Every built-in tool carries two optional metadata fields on its ToolSpec:

Field Type Purpose
prompt_snippet str One-line summary shown in the system prompt's "Available tools" section
prompt_guidelines list[str] Conditional guidelines injected when this tool is active

When any registered tool has a non-empty prompt_snippet, the system prompt automatically includes an Available tools section between the base runtime facts and the rules layers. This gives the LLM a quick-reference overview of what tools exist before it parses the full JSON tool schemas.

Example output in the assembled system prompt:

Available tools:
- read_file: Read file contents (supports line ranges; large files return a preview)
- write_file: Create or overwrite a file
- edit_file: Replace an exact unique string in a file
- list_directory: List files and directories at a path
- bash: Execute a shell command (returns stdout, stderr, exit code)
- grep: Search file contents with regex
- find_files: Find files by glob pattern

Guidelines:
- Use grep to search file contents (symbols, patterns); use find_files for path/filename searches.

Adding prompt metadata to custom tools

When registering your own tools, set prompt_snippet and optionally prompt_guidelines on the ToolSpec to include them in the system prompt:

from agent.tools.schema import SideEffect, ToolSpec

agent.registry.add(ToolSpec(
    name="fetch_url",
    description="Fetch the contents of a URL and return the body as text.",
    prompt_snippet="Fetch a URL and return its contents",
    prompt_guidelines=["Prefer fetch_url over bash curl for simple HTTP GETs."],
    input_schema={...},
    side_effects=[SideEffect.NETWORK],
    handler=my_handler,
))

The system prompt is rebuilt automatically whenever tools are registered (including after extensions load), so extension tools with snippets are included too.
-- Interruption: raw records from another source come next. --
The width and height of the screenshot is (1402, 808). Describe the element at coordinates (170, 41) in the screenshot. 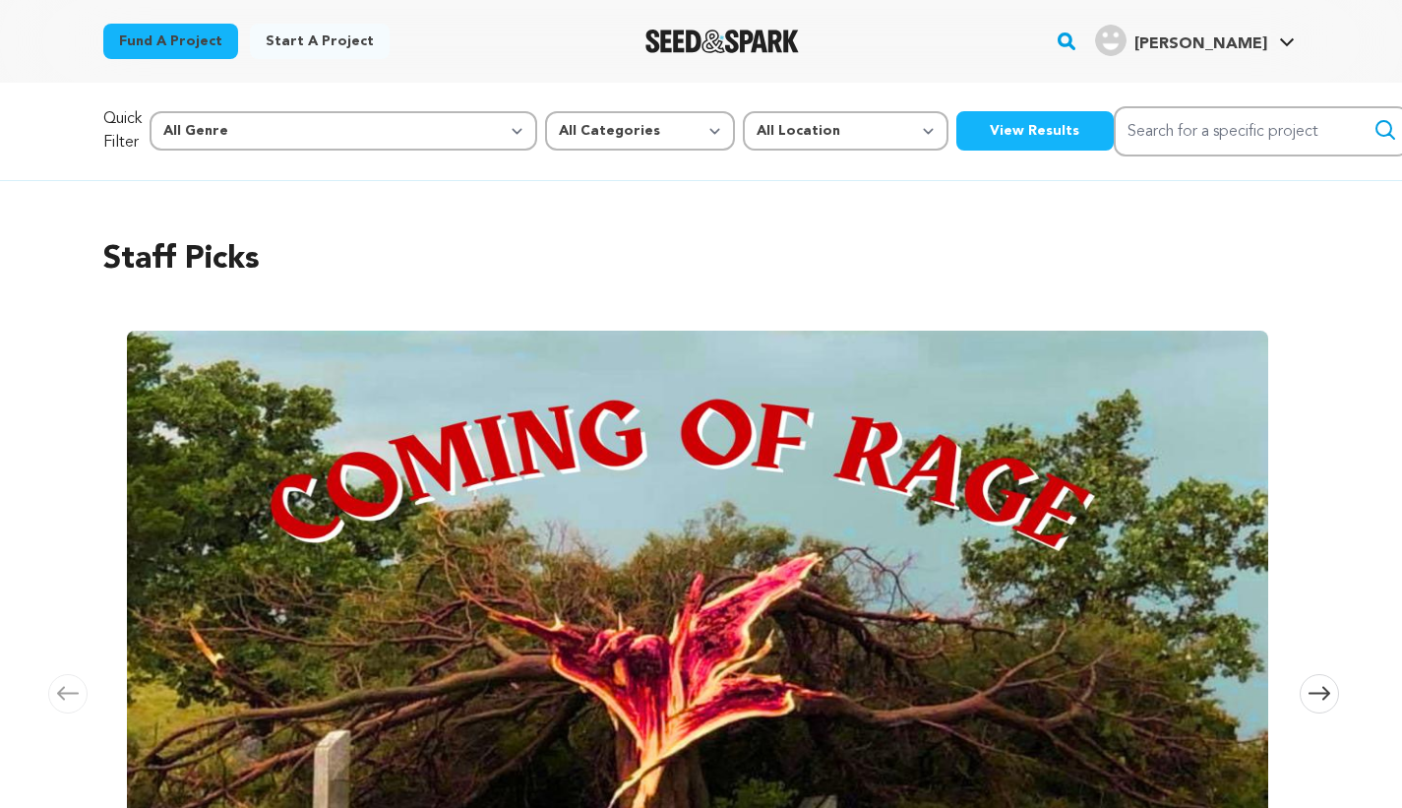

I see `a: Fund a project` at that location.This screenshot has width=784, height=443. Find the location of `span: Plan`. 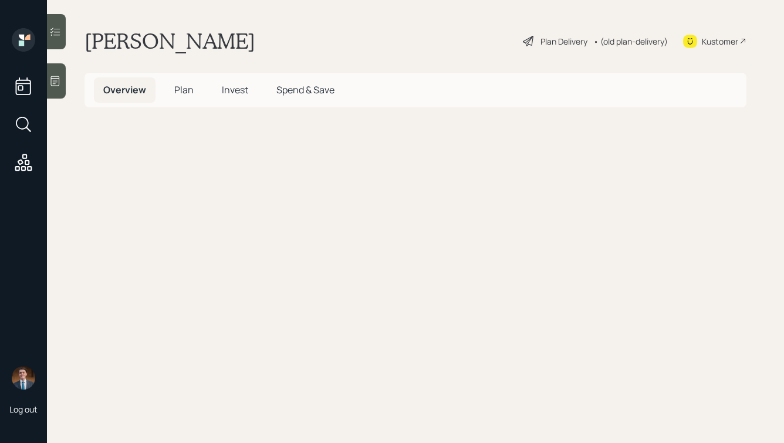

span: Plan is located at coordinates (184, 90).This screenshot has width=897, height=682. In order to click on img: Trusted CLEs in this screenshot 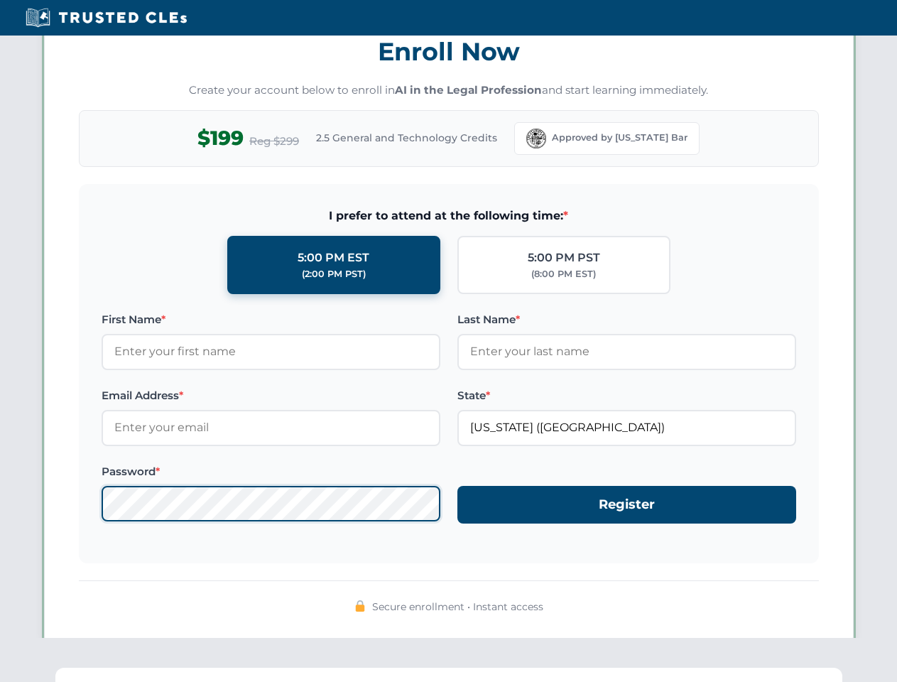, I will do `click(106, 18)`. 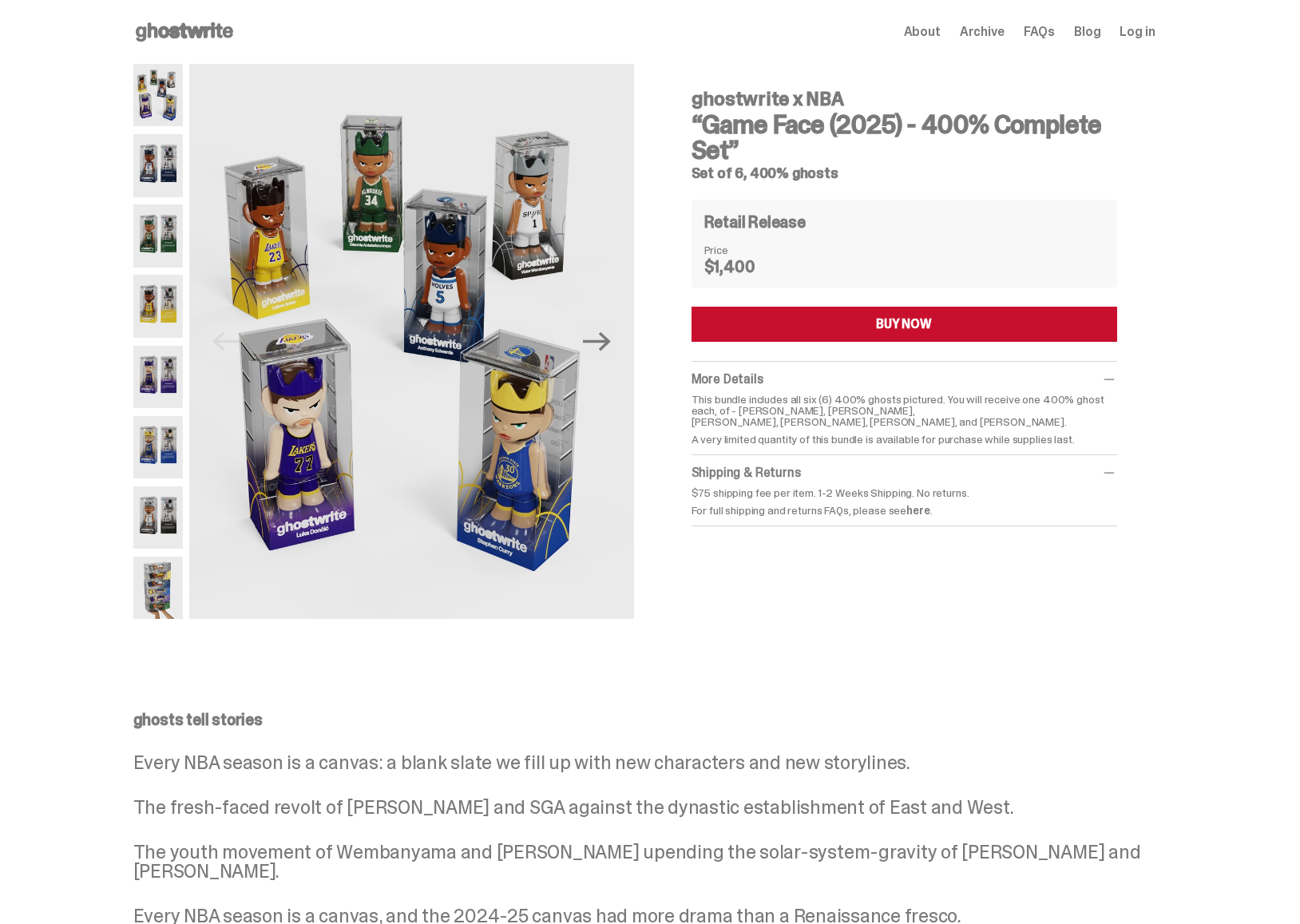 What do you see at coordinates (922, 32) in the screenshot?
I see `span: About` at bounding box center [922, 32]. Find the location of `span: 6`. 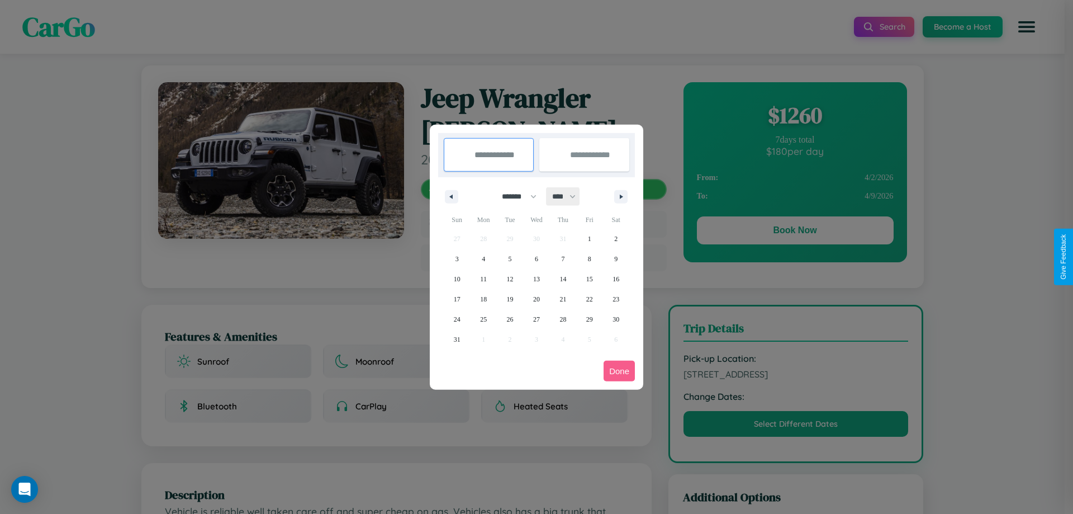

span: 6 is located at coordinates (537, 259).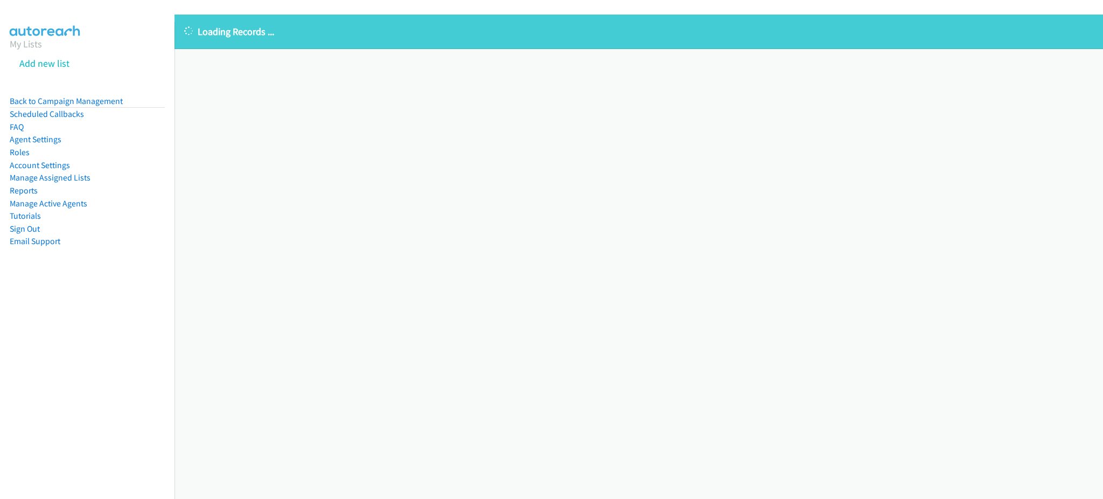 This screenshot has width=1103, height=499. Describe the element at coordinates (19, 152) in the screenshot. I see `a: Roles` at that location.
Run aar prompt to see the assembled system prompt with the tools section.


Configuration

In config.json:

{
  "tools": {
    "enabled_builtins": [
      "read_file", "write_file", "edit_file", "list_directory",
      "bash", "grep", "find_files"
    ],
    "bash_default_timeout": 120,
    "command_timeout": 300,
    "max_output_chars": 50000
  }
}

To disable a tool, remove it from enabled_builtins. For example, to create a read-only agent, keep only ["read_file", "list_directory", "grep", "find_files"].

Skipped directories

Both grep and find_files automatically skip these directories:

.git, .hg, .svn, __pycache__, node_modules, .venv, venv, .tox, .mypy_cache, .ruff_cache, .pytest_cache, dist, build, .eggs, *.egg-info

Any directory whose name starts with . is also skipped.